Block's AI Tools/Tooling
-
Goose - Goose is an agentic harness that works on top of any model. Jack equates it to an internal Claude Code or OpenAI Codex. Think of it as a runtime for AI agents that lets agents:
- Call tools (payments, data, APIs)
- Manipulate CLI tools
- Take actions (not just chat)
- Coordinate workflows
Goose likely integrates deeply with Block’s ecosystem via internal MCP tools, APIs, data access, architectural knowledge, etc. Goose aligns with Dorsey’s vision of models that that do more than just think. Many other things are built on top of Goose. For example, Builder Bot, Manager Bot, Money Bot sit on top of Goose.
In the movie Top Gun, Goose was technically Maverick's Radar Intercept Officer (RIO) but most people think of him as the co-pilot.
New Capabilities
This model unlocks capabilities that weren’t practical before:
- Customers building features directly, within constraints. Imagine customers building their own features using Block's AI tooling. If the feature aligns with Block's strategy and Block's overall road map, go ahead and let the customer implement it at their point of need. If the feature doesn't align with Block's strategic road map, then the tooling would prevent the customer from doing so.
- Imagine an intelligence layer that sits on top of all customer care activities, a layer that's aware of all customer support calls, customer issues, and customer concerns. It can read call transcripts and can see the key issues that are generating customer care calls. It could use that information to proactively set priorities and feed that into builder bot.
- AI identifying patterns across support, usage, and operations
- Automatic prioritization of work based on real-world signals
- Shortening the loop from problem → solution dramatically
- Dynamic pricing and personalization at scale
It also shifts from roadmap-driven → customer-driven. Instead of asking “what should we build next?”, the question becomes: why does a roadmap exist at all if customer needs are visible in real time?
Block's Mindset
- Think like a frontier lab—AI is not layered on, it is the core.
- This isn’t about individuals doing more with AI—it’s about the company itself changing.
- Minimize layers. Bring everyone closer to the customer.
- Companies are not productivity problems—they are information flow problems.

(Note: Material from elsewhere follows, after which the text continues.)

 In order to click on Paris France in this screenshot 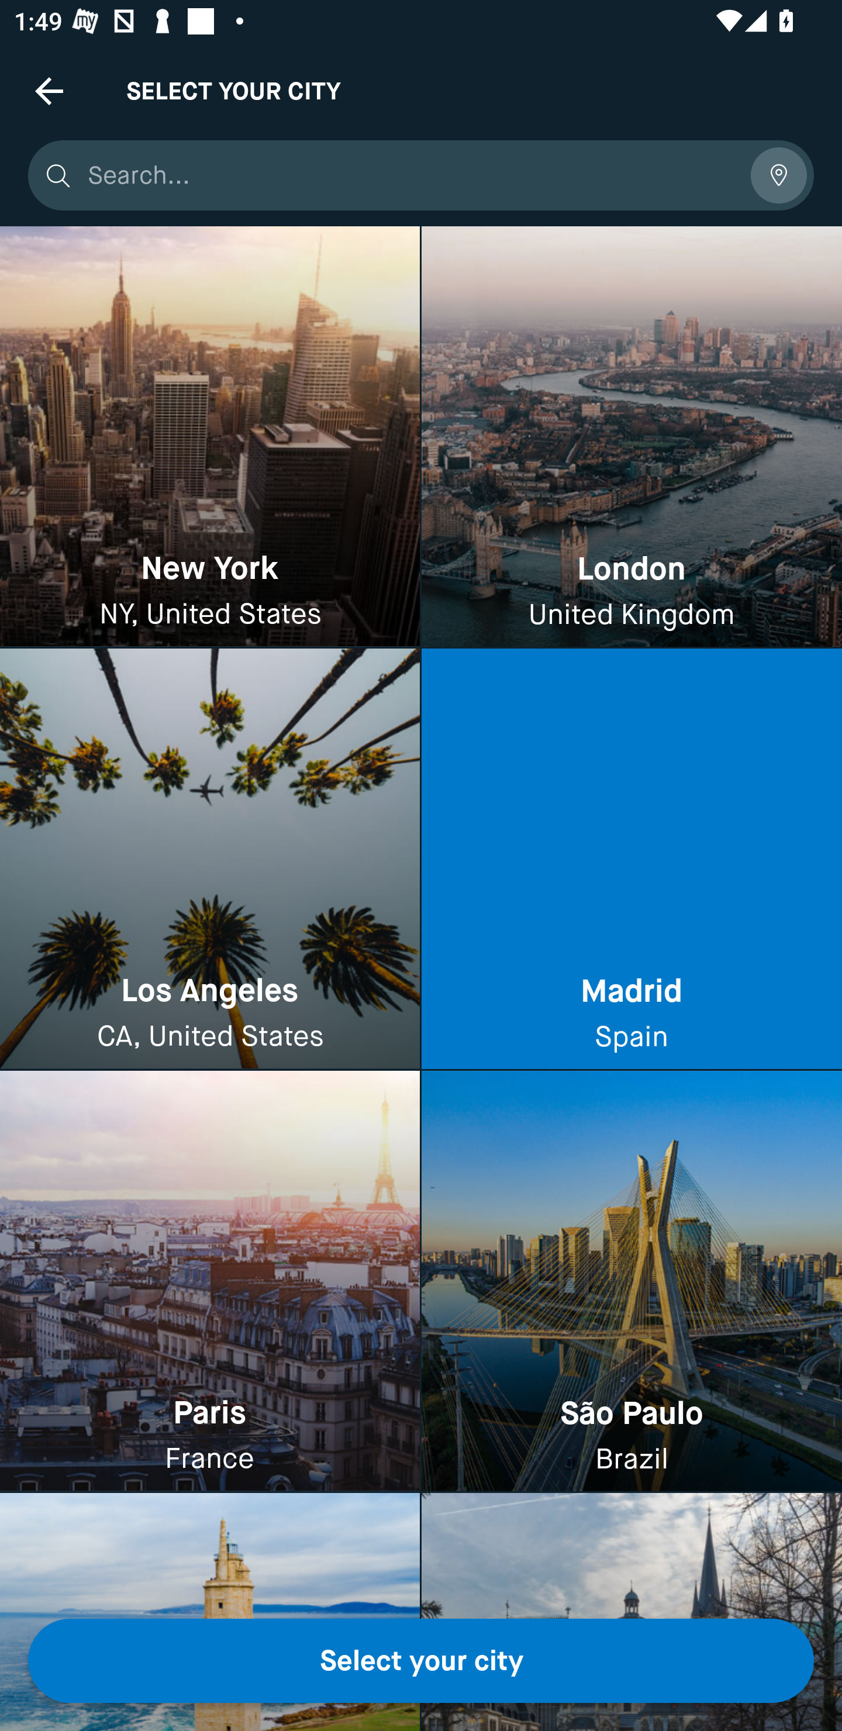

- Hierarchies existed because humans couldn’t process everything. Now LLMs can.
- Replace the pyramid with a system that removes administrative overhead.
- Replace “what should we build?” with “why does a roadmap exist?”
- Put intelligence at the center, humans at the edge.
- The durable human values are agency and ownership.
Summary
AI isn’t just a productivity layer—it’s a forcing function for a new organizational model. Block is the clearest real-world example so far. They’re not just flattening the org chart. They’re trying to delete it and replace it with:
- A layer of intelligence
- A network of responsibility, coupled with coaches and players
- A much shorter distance between idea and execution
The deeper insight is that companies' key challenges are information problems. Hierarchies exist to manage information flow. Now AI can see the state of the company in real time. Shared context, or "shared consciousness", can be available to anyone, everywhere at any time.
This moment feels both exciting and uncomfortable. Block made a massive bet on the future which looks:
- Less like “AI will make people more efficient.”
- More like “AI will force companies to become something entirely different.”